Hiring an expert versus building the team's capability

CriterionHiring an AI expertBuilding the team's capability
CostHigh salary for a rare profile, plus the search timeTargeted training and support on a real use case
TimelineSeveral months of hiring, then time to learn your businessA few weeks on a first use case, the team already knows the ground
RiskPoorly framed need, dependence on one person, departure that takes the know-howLow, the capability stays in the company and spreads
ResultAn external solution, sometimes with no real use behind itAn autonomy that grows from one use case to the next

The left column describes a bet on a person. The right column describes an investment in your organization. Neither is forbidden, but the order matters. Building capability first, on a precise use case, then tells you very clearly whether you need to hire, what for, and which profile to look for. The reverse, hiring before you know, amounts to funding an answer before you have asked the question.

What the Scan phase reveals before you think about hiring

This is exactly what the Scan phase of the S3 method goes looking for. Scan is not after a résumé. It is after which use case matters to you, and what concrete capability that use case demands.

In practice, we take your candidate tasks and answer three questions for each. Which use case really matters: where time is lost, which repetitive task weighs on which role, what deserves to be handled first. What capability it demands: is it simple framing the team can carry, or a genuine technical need that would justify reinforcement. Where humans stay: which decisions must remain in your hands, because business judgment there is irreplaceable.

The output of Scan is not a job description. It is a map: here is the use case that creates value, here is the capability you need to install to hold it, and here is who, on your team, is best placed to carry it. Often, the answer is that you do not need to hire, you need to equip the right people on the right use case. Sometimes, Scan reveals a genuine need for a profile, but then it is precise, justified, and you know exactly what to hand that person. Either way, you decide on a measurement, not on a reflex.

Frequently asked questions

Do you really need an AI expert to get started? Not to begin. Most first use cases call for framing and measurement, not rare technical expertise. Your teams already know the business, which is the hardest part to acquire. An expert can become useful later, on heavier use cases, but hiring before you know what to hand them puts the cart before the horse.
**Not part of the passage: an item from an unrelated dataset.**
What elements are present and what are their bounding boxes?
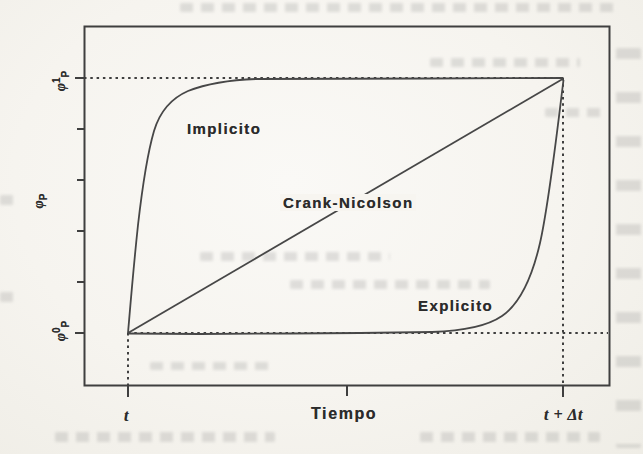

My teams have neither the time nor the technical skills, how do they manage? Building capability does not mean turning your people into engineers. It means giving them a method to frame a use case, measure a gain, and keep control of the decisions. The support is anchored on a real use case, not on theoretical training, and the team learns by handling a case that directly concerns it.

And if the need really is technical and beyond my teams? Then hiring becomes relevant again, but in far better conditions. You know precisely which use case justifies the role, what result you expect, and which profile to look for. You are no longer betting on a vague skill, you are completing a capability you have already identified. That is a hire with a strong chance of success, because it comes after the framing, not in its place.

How long does it take to install this capability? On a well bounded first use case, we are talking a few weeks, not several months. That is precisely the advantage of starting with the people in place: they do not have to learn your business, they already practice it. The work is about the method, and the method is acquired quickly when it applies to a concrete and useful case.